To the editor: Over the past few years one of the most important concepts that emerged in the area of gut immunology derived from the observation by Rescigno et al.1 on the ability of intestinal dendritic cells (DCs) to extend cellular extensions between epithelial cells into the intestinal lumen, to internalize bacteria and shuttle them across the epithelial barrier. This sophisticated mechanism for antigen-sampling complements the well-studied M-cell-mediated transport of particulate antigen and bacteria.2 We have recently reported that DC-mediated sampling is not the only event taking place at the host–pathogen interface in the small intestine during the early stage of bacterial infection.
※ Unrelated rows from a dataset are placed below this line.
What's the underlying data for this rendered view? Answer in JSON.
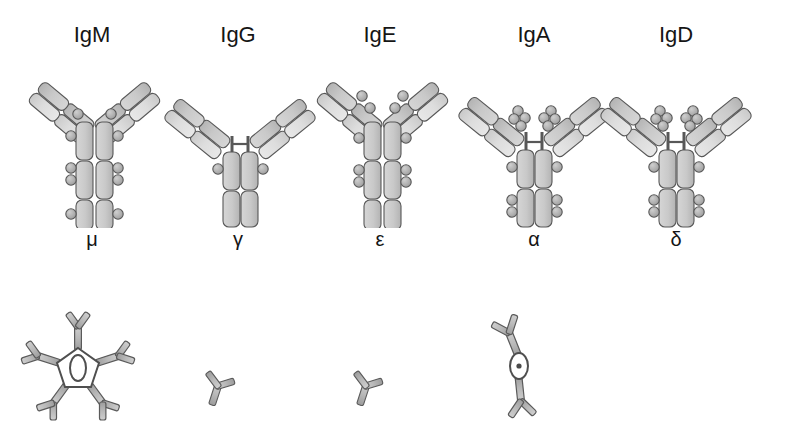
{
  "figure": {
    "background_color": "#ffffff",
    "outline_color": "#4d4d4d",
    "domain_fill_light": "#dcdcdc",
    "domain_fill_mid": "#c8c8c8",
    "domain_fill_dark": "#b4b4b4",
    "knob_fill": "#b0b0b0",
    "text_color": "#151515"
  },
  "rows": {
    "top_row_caption": "Monomer domain structure",
    "bottom_row_caption": "Secreted / native form"
  },
  "isotypes": [
    {
      "id": "igm",
      "class_label": "IgM",
      "heavy_chain_label": "μ",
      "heavy_chain_name": "mu",
      "ch_domains": 4,
      "hinge": false,
      "glycosylation_sites": 5,
      "native_form": "pentamer",
      "native_form_label": "pentamer with J chain",
      "class_label_x": 92,
      "class_label_y": 22,
      "chain_label_x": 92,
      "chain_label_y": 232,
      "monomer_x": 10,
      "monomer_y": 45,
      "poly_x": 8,
      "poly_y": 305
    },
    {
      "id": "igg",
      "class_label": "IgG",
      "heavy_chain_label": "γ",
      "heavy_chain_name": "gamma",
      "ch_domains": 3,
      "hinge": true,
      "glycosylation_sites": 1,
      "native_form": "monomer",
      "native_form_label": "monomer",
      "class_label_x": 238,
      "class_label_y": 22,
      "chain_label_x": 238,
      "chain_label_y": 232,
      "monomer_x": 158,
      "monomer_y": 45,
      "poly_x": 186,
      "poly_y": 355
    },
    {
      "id": "ige",
      "class_label": "IgE",
      "heavy_chain_label": "ε",
      "heavy_chain_name": "epsilon",
      "ch_domains": 4,
      "hinge": false,
      "glycosylation_sites": 6,
      "native_form": "monomer",
      "native_form_label": "monomer",
      "class_label_x": 380,
      "class_label_y": 22,
      "chain_label_x": 380,
      "chain_label_y": 232,
      "monomer_x": 298,
      "monomer_y": 45,
      "poly_x": 334,
      "poly_y": 355
    },
    {
      "id": "iga",
      "class_label": "IgA",
      "heavy_chain_label": "α",
      "heavy_chain_name": "alpha",
      "ch_domains": 3,
      "hinge": true,
      "glycosylation_sites": 7,
      "native_form": "dimer",
      "native_form_label": "dimer with J chain",
      "class_label_x": 534,
      "class_label_y": 22,
      "chain_label_x": 534,
      "chain_label_y": 232,
      "monomer_x": 454,
      "monomer_y": 45,
      "poly_x": 470,
      "poly_y": 312
    },
    {
      "id": "igd",
      "class_label": "IgD",
      "heavy_chain_label": "δ",
      "heavy_chain_name": "delta",
      "ch_domains": 3,
      "hinge": true,
      "glycosylation_sites": 7,
      "native_form": "none_shown",
      "native_form_label": "",
      "class_label_x": 676,
      "class_label_y": 22,
      "chain_label_x": 676,
      "chain_label_y": 232,
      "monomer_x": 596,
      "monomer_y": 45,
      "poly_x": 0,
      "poly_y": 0
    }
  ]
}
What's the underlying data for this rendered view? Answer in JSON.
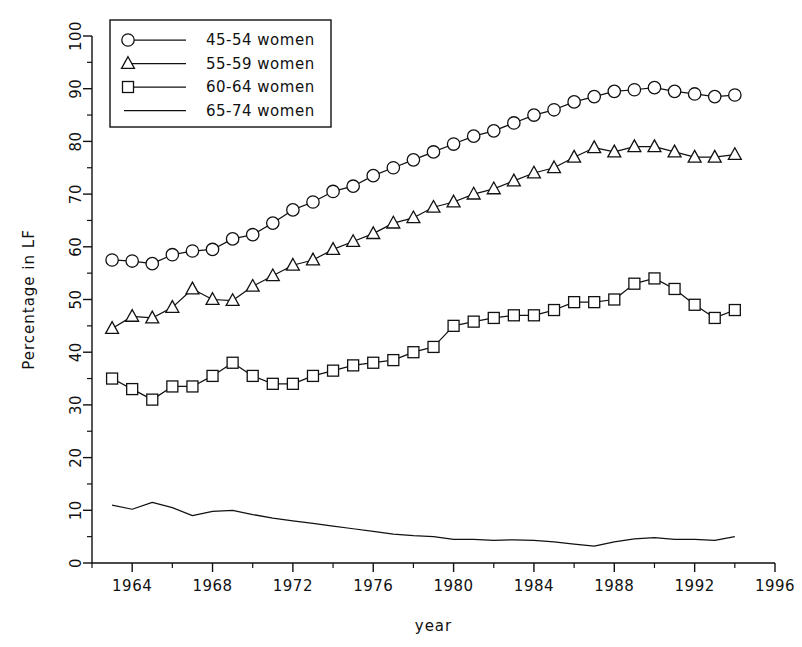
{
  "chart_data": {
    "type": "line",
    "title": "",
    "xlabel": "year",
    "ylabel": "Percentage in LF",
    "xlim": [
      1962,
      1996
    ],
    "ylim": [
      0,
      100
    ],
    "grid": false,
    "legend_position": "top-left",
    "x_ticks": [
      1964,
      1968,
      1972,
      1976,
      1980,
      1984,
      1988,
      1992,
      1996
    ],
    "x_minor_ticks": [
      1962,
      1966,
      1970,
      1974,
      1978,
      1982,
      1986,
      1990,
      1994
    ],
    "y_ticks": [
      0,
      10,
      20,
      30,
      40,
      50,
      60,
      70,
      80,
      90,
      100
    ],
    "y_minor_ticks": [
      5,
      15,
      25,
      35,
      45,
      55,
      65,
      75,
      85,
      95
    ],
    "x": [
      1963,
      1964,
      1965,
      1966,
      1967,
      1968,
      1969,
      1970,
      1971,
      1972,
      1973,
      1974,
      1975,
      1976,
      1977,
      1978,
      1979,
      1980,
      1981,
      1982,
      1983,
      1984,
      1985,
      1986,
      1987,
      1988,
      1989,
      1990,
      1991,
      1992,
      1993,
      1994
    ],
    "series": [
      {
        "name": "45-54 women",
        "marker": "circle",
        "values": [
          57.5,
          57.3,
          56.8,
          58.5,
          59.2,
          59.5,
          61.5,
          62.3,
          64.5,
          67.0,
          68.5,
          70.5,
          71.5,
          73.5,
          75.0,
          76.5,
          78.0,
          79.5,
          81.0,
          82.0,
          83.5,
          85.0,
          86.0,
          87.5,
          88.5,
          89.5,
          89.8,
          90.2,
          89.5,
          89.0,
          88.5,
          88.8
        ]
      },
      {
        "name": "55-59 women",
        "marker": "triangle",
        "values": [
          44.5,
          46.8,
          46.5,
          48.5,
          52.0,
          50.0,
          49.8,
          52.5,
          54.5,
          56.5,
          57.5,
          59.5,
          61.0,
          62.5,
          64.5,
          65.5,
          67.5,
          68.5,
          70.0,
          71.0,
          72.5,
          74.0,
          75.0,
          77.0,
          78.8,
          78.0,
          79.0,
          79.0,
          78.0,
          77.0,
          77.0,
          77.5
        ]
      },
      {
        "name": "60-64 women",
        "marker": "square",
        "values": [
          35.0,
          33.0,
          31.0,
          33.5,
          33.5,
          35.5,
          38.0,
          35.5,
          34.0,
          34.0,
          35.5,
          36.5,
          37.5,
          38.0,
          38.5,
          40.0,
          41.0,
          45.0,
          45.8,
          46.5,
          47.0,
          47.0,
          48.0,
          49.5,
          49.5,
          50.0,
          53.0,
          54.0,
          52.0,
          49.0,
          46.5,
          48.0
        ]
      },
      {
        "name": "65-74 women",
        "marker": "none",
        "values": [
          11.0,
          10.2,
          11.5,
          10.5,
          9.0,
          9.8,
          10.0,
          9.2,
          8.5,
          8.0,
          7.5,
          7.0,
          6.5,
          6.0,
          5.5,
          5.2,
          5.0,
          4.5,
          4.5,
          4.3,
          4.4,
          4.3,
          4.0,
          3.6,
          3.2,
          4.0,
          4.6,
          4.8,
          4.5,
          4.5,
          4.3,
          5.0
        ]
      }
    ],
    "legend_entries": [
      "45-54 women",
      "55-59 women",
      "60-64 women",
      "65-74 women"
    ]
  }
}
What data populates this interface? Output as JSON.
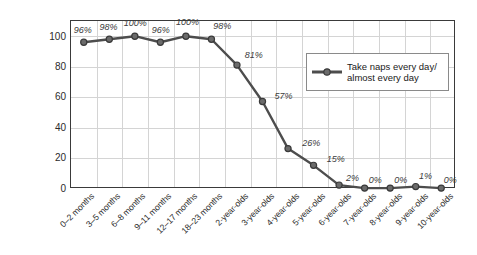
{
  "chart_data": {
    "type": "line",
    "title": "",
    "xlabel": "",
    "ylabel": "Percentage of respondents",
    "ylim": [
      0,
      110
    ],
    "yticks": [
      0,
      20,
      40,
      60,
      80,
      100
    ],
    "grid": true,
    "legend_position": "upper-right",
    "categories": [
      "0–2 months",
      "3–5 months",
      "6–8 months",
      "9–11 months",
      "12–17 months",
      "18–23 months",
      "2-year-olds",
      "3-year-olds",
      "4-year-olds",
      "5-year-olds",
      "6-year-olds",
      "7-year-olds",
      "8-year-olds",
      "9-year-olds",
      "10-year-olds"
    ],
    "series": [
      {
        "name": "Take naps every day/\nalmost every day",
        "values": [
          96,
          98,
          100,
          96,
          100,
          98,
          81,
          57,
          26,
          15,
          2,
          0,
          0,
          1,
          0
        ],
        "point_labels": [
          "96%",
          "98%",
          "100%",
          "96%",
          "100%",
          "98%",
          "81%",
          "57%",
          "26%",
          "15%",
          "2%",
          "0%",
          "0%",
          "1%",
          "0%"
        ],
        "color": "#4d4d4d",
        "marker_color": "#5a5a5a"
      }
    ]
  },
  "colors": {
    "line": "#4d4d4d",
    "marker_fill": "#6b6b6b",
    "marker_stroke": "#3a3a3a",
    "grid": "#d4d4d4",
    "frame": "#3a3a3a",
    "text": "#2b2b2b"
  },
  "legend": {
    "label": "Take naps every day/\nalmost every day"
  },
  "axes": {
    "y_title": "Percentage of respondents",
    "y_tick_labels": [
      "100",
      "80",
      "60",
      "40",
      "20",
      "0"
    ]
  }
}
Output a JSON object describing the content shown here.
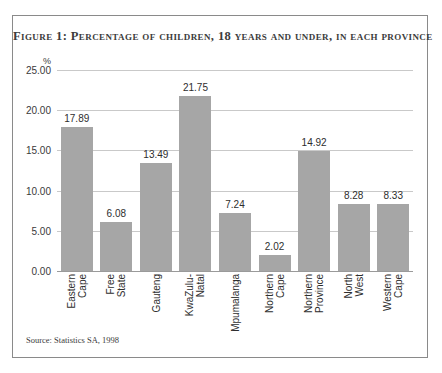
{
  "figure": {
    "title": "Figure 1: Percentage of children, 18 years and under, in each province",
    "source_note": "Source: Statistics SA, 1998",
    "unit_label": "%"
  },
  "chart_data": {
    "type": "bar",
    "title": "Figure 1: Percentage of children, 18 years and under, in each province",
    "xlabel": "",
    "ylabel": "%",
    "ylim": [
      0,
      25
    ],
    "ytick_step": 5,
    "ytick_labels": [
      "25.00",
      "20.00",
      "15.00",
      "10.00",
      "5.00",
      "0.00"
    ],
    "ytick_values": [
      25,
      20,
      15,
      10,
      5,
      0
    ],
    "grid": true,
    "legend": "none",
    "bar_color": "#a6a6a6",
    "categories": [
      "Eastern\nCape",
      "Free\nState",
      "Gauteng",
      "KwaZulu-\nNatal",
      "Mpumalanga",
      "Northern\nCape",
      "Northern\nProvince",
      "North\nWest",
      "Western\nCape"
    ],
    "values": [
      17.89,
      6.08,
      13.49,
      21.75,
      7.24,
      2.02,
      14.92,
      8.28,
      8.33
    ],
    "value_labels": [
      "17.89",
      "6.08",
      "13.49",
      "21.75",
      "7.24",
      "2.02",
      "14.92",
      "8.28",
      "8.33"
    ]
  }
}
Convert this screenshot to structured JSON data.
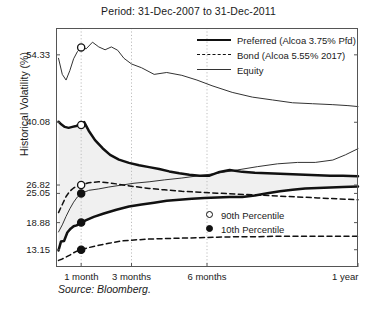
{
  "chart_data": {
    "type": "line",
    "title": "Period: 31-Dec-2007 to 31-Dec-2011",
    "xlabel": "",
    "ylabel": "Historical Volatility (%)",
    "source": "Source: Bloomberg.",
    "grid": "vertical-dotted",
    "legend_position": "top-right",
    "ylim": [
      9.5,
      60.0
    ],
    "xlim": [
      0,
      12
    ],
    "ytick_values": [
      54.33,
      40.08,
      26.82,
      25.05,
      18.88,
      13.15
    ],
    "ytick_labels": [
      "54.33",
      "40.08",
      "26.82",
      "25.05",
      "18.88",
      "13.15"
    ],
    "xtick_values": [
      1,
      3,
      6,
      12
    ],
    "xtick_labels": [
      "1 month",
      "3 months",
      "6 months",
      "1 year"
    ],
    "legend": [
      {
        "label": "Preferred (Alcoa 3.75% Pfd)",
        "style": "solid-thick"
      },
      {
        "label": "Bond (Alcoa 5.55% 2017)",
        "style": "dashed"
      },
      {
        "label": "Equity",
        "style": "solid-thin"
      }
    ],
    "marker_key": [
      {
        "label": "90th Percentile",
        "style": "open-circle"
      },
      {
        "label": "10th Percentile",
        "style": "filled-circle"
      }
    ],
    "annotations": [
      {
        "label": "90th Percentile",
        "series": "Equity",
        "x": 1,
        "y": 55.9
      },
      {
        "label": "90th Percentile",
        "series": "Preferred (Alcoa 3.75% Pfd)",
        "x": 1,
        "y": 39.5
      },
      {
        "label": "90th Percentile",
        "series": "Bond (Alcoa 5.55% 2017)",
        "x": 1,
        "y": 26.82
      },
      {
        "label": "10th Percentile",
        "series": "Equity",
        "x": 1,
        "y": 25.05
      },
      {
        "label": "10th Percentile",
        "series": "Preferred (Alcoa 3.75% Pfd)",
        "x": 1,
        "y": 18.88
      },
      {
        "label": "10th Percentile",
        "series": "Bond (Alcoa 5.55% 2017)",
        "x": 1,
        "y": 13.15
      }
    ],
    "series": [
      {
        "name": "Equity 90th Percentile",
        "group": "Equity",
        "percentile": 90,
        "style": "solid-thin",
        "x": [
          0.1,
          0.25,
          0.4,
          0.55,
          0.7,
          0.85,
          1.0,
          1.2,
          1.45,
          1.7,
          1.95,
          2.2,
          2.45,
          2.7,
          3.0,
          3.4,
          3.9,
          4.4,
          5.0,
          5.6,
          6.2,
          7.0,
          7.8,
          8.6,
          9.4,
          10.2,
          11.0,
          11.6,
          12.0
        ],
        "values": [
          53.6,
          50.2,
          49.0,
          51.0,
          53.5,
          55.0,
          55.9,
          55.6,
          57.0,
          56.0,
          55.4,
          56.0,
          55.3,
          53.6,
          52.4,
          51.6,
          50.2,
          50.6,
          50.0,
          49.0,
          47.8,
          46.4,
          45.4,
          44.8,
          44.2,
          44.0,
          43.8,
          43.6,
          43.4
        ]
      },
      {
        "name": "Equity 10th Percentile",
        "group": "Equity",
        "percentile": 10,
        "style": "solid-thin",
        "x": [
          0.1,
          0.25,
          0.4,
          0.55,
          0.7,
          0.85,
          1.0,
          1.3,
          1.7,
          2.1,
          2.6,
          3.1,
          3.7,
          4.3,
          5.0,
          5.7,
          6.4,
          7.2,
          8.0,
          8.8,
          9.6,
          10.3,
          11.0,
          11.5,
          12.0
        ],
        "values": [
          16.9,
          18.4,
          20.2,
          21.8,
          23.2,
          24.3,
          25.05,
          25.7,
          26.0,
          26.4,
          26.8,
          27.2,
          27.5,
          27.9,
          28.3,
          28.8,
          29.3,
          30.0,
          30.7,
          31.3,
          31.6,
          31.6,
          32.1,
          33.2,
          34.5
        ]
      },
      {
        "name": "Preferred 90th Percentile",
        "group": "Preferred (Alcoa 3.75% Pfd)",
        "percentile": 90,
        "style": "solid-thick",
        "x": [
          0.1,
          0.22,
          0.35,
          0.5,
          0.65,
          0.8,
          0.92,
          1.0,
          1.12,
          1.3,
          1.55,
          1.85,
          2.15,
          2.5,
          2.9,
          3.3,
          3.7,
          4.1,
          4.5,
          4.9,
          5.3,
          5.7,
          6.1,
          6.5,
          6.9,
          7.4,
          7.9,
          8.4,
          8.9,
          9.4,
          9.9,
          10.4,
          10.9,
          11.4,
          12.0
        ],
        "values": [
          40.2,
          39.6,
          39.1,
          38.9,
          39.1,
          39.3,
          39.5,
          39.5,
          40.1,
          38.3,
          36.3,
          34.6,
          33.2,
          32.2,
          31.5,
          31.0,
          30.6,
          30.2,
          29.7,
          29.3,
          29.0,
          28.8,
          28.8,
          29.6,
          30.0,
          29.6,
          29.4,
          29.3,
          29.2,
          29.1,
          29.0,
          28.9,
          28.8,
          28.8,
          28.7
        ]
      },
      {
        "name": "Preferred 10th Percentile",
        "group": "Preferred (Alcoa 3.75% Pfd)",
        "percentile": 10,
        "style": "solid-thick",
        "x": [
          0.1,
          0.2,
          0.32,
          0.45,
          0.58,
          0.7,
          0.82,
          0.92,
          1.0,
          1.2,
          1.5,
          1.9,
          2.4,
          2.9,
          3.4,
          3.9,
          4.4,
          4.9,
          5.4,
          5.9,
          6.4,
          6.9,
          7.4,
          7.9,
          8.4,
          8.9,
          9.4,
          9.9,
          10.4,
          10.9,
          11.4,
          12.0
        ],
        "values": [
          13.0,
          14.9,
          15.0,
          16.8,
          17.6,
          18.1,
          18.3,
          18.6,
          18.88,
          19.4,
          20.1,
          20.8,
          21.6,
          22.3,
          22.7,
          23.1,
          23.5,
          23.7,
          23.9,
          24.1,
          24.2,
          24.3,
          24.3,
          24.6,
          25.1,
          25.5,
          25.8,
          26.1,
          26.2,
          26.3,
          26.4,
          26.5
        ]
      },
      {
        "name": "Bond 90th Percentile",
        "group": "Bond (Alcoa 5.55% 2017)",
        "percentile": 90,
        "style": "dashed",
        "x": [
          0.1,
          0.25,
          0.4,
          0.55,
          0.7,
          0.85,
          1.0,
          1.3,
          1.7,
          2.1,
          2.6,
          3.1,
          3.7,
          4.3,
          5.0,
          5.7,
          6.4,
          7.2,
          8.0,
          8.8,
          9.6,
          10.4,
          11.2,
          12.0
        ],
        "values": [
          21.0,
          22.7,
          24.4,
          25.5,
          26.2,
          26.6,
          26.82,
          27.3,
          27.5,
          27.3,
          26.9,
          26.5,
          26.1,
          25.8,
          25.5,
          25.3,
          25.1,
          24.9,
          24.7,
          24.5,
          24.3,
          24.1,
          23.9,
          23.7
        ]
      },
      {
        "name": "Bond 10th Percentile",
        "group": "Bond (Alcoa 5.55% 2017)",
        "percentile": 10,
        "style": "dashed",
        "x": [
          0.1,
          0.25,
          0.4,
          0.55,
          0.7,
          0.85,
          1.0,
          1.3,
          1.7,
          2.1,
          2.6,
          3.1,
          3.7,
          4.3,
          5.0,
          5.7,
          6.4,
          7.2,
          8.0,
          8.8,
          9.6,
          10.4,
          11.2,
          12.0
        ],
        "values": [
          10.9,
          11.2,
          11.6,
          12.0,
          12.5,
          12.9,
          13.15,
          13.6,
          14.1,
          14.5,
          15.0,
          15.2,
          15.4,
          15.5,
          15.6,
          15.7,
          15.8,
          15.9,
          15.9,
          16.0,
          16.0,
          16.0,
          16.0,
          16.0
        ]
      }
    ],
    "shaded_band": {
      "between": [
        "Preferred 90th Percentile",
        "Preferred 10th Percentile"
      ],
      "color": "#f0f0f0"
    },
    "colors": {
      "line": "#111111",
      "thin_line": "#333333",
      "grid": "#bdbdbd",
      "frame": "#555555",
      "band": "#f0f0f0",
      "text": "#1a1a1a"
    }
  }
}
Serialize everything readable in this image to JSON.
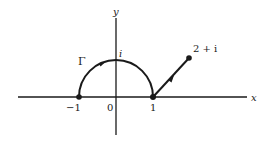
{
  "figure": {
    "axes": {
      "x_label": "x",
      "y_label": "y",
      "origin_label": "0"
    },
    "tick_labels": {
      "neg_one": "−1",
      "zero": "0",
      "one": "1"
    },
    "curve_label": "Γ",
    "point_labels": {
      "i": "i",
      "two_plus_i": "2 + i"
    },
    "points": [
      {
        "name": "-1",
        "re": -1,
        "im": 0,
        "marked": true
      },
      {
        "name": "i",
        "re": 0,
        "im": 1,
        "marked": false
      },
      {
        "name": "1",
        "re": 1,
        "im": 0,
        "marked": true
      },
      {
        "name": "2+i",
        "re": 2,
        "im": 1,
        "marked": true
      }
    ],
    "path_segments": [
      {
        "type": "arc",
        "from": "-1",
        "to": "1",
        "via": "i",
        "direction": "clockwise"
      },
      {
        "type": "segment",
        "from": "1",
        "to": "2+i"
      }
    ],
    "colors": {
      "ink": "#1a1a1a",
      "background": "#ffffff"
    }
  }
}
Indeed, a proportion of DCs that rapidly migrate to the lamina propria following challenge with non-invasive Salmonella lacking the Salmonella Pathogenicity Island 1 (ΔSPI1) did not act as an antigen-sampling cell but crossed the epithelium and moved into the gut lumen (Figure 1) before or following internalization of Salmonella.3 The migration of CD11c+CX3CR1+MHCII+CD11bCD8αDCs was found to be flagellin- and MyD88-dependent, it was restricted to the small intestine and it was not observed in MyD88 mice. Interestingly, intraluminal DCs internalized Salmonella but did not cross the epithelium to return into the tissue. The finding that DCs migrate into the gut lumen following a challenge with a pathogen suggests a few observations. First, it appears that the same antigenic stimulus (e.g., non-invasive Salmonella) can induce DCs to either sample or to migrate into the gut lumen thus showing the complexity of the signaling network operating at the host–pathogen interface; second it tells us that many of the intraepithelial DC extensions previously considered to be “sampling” devices are a feature of DCs undergoing transepithelial migration. At this time the role of the intraluminal “bacteria-capturing” DCs remains to be determined. The migration of phagocytes into the gut lumen was described in the past and it was interpreted as a mechanism of cellular control of the gut pathogens;4, 5 thus, it is possible to hypothesize that DCs are also part of a similar defence mechanism. Sending phagocytes, including DCs, into the lumen of the small intestine would possibly help to limit the number of pathogens that can cross the epithelial barrier and infect the host; a strategy that would complement the immune exclusion mediated by mucous and sIgA antibody.

Figure 1
figure 1

TEM micrographs showing an immune cell embedded between epithelial cells moving into the intestinal lumen with a large portion of the body already inside the lumen following challenge with non-invasive ΔSPI1 Salmonella. Inset: Details of the contact between the migrating cell and the adjacent epithelial cells. (MC=migrating cell; E=epithelial cell; CE=cellular extension).

PowerPoint slide

Disclosure

The authors declared no conflict of interest.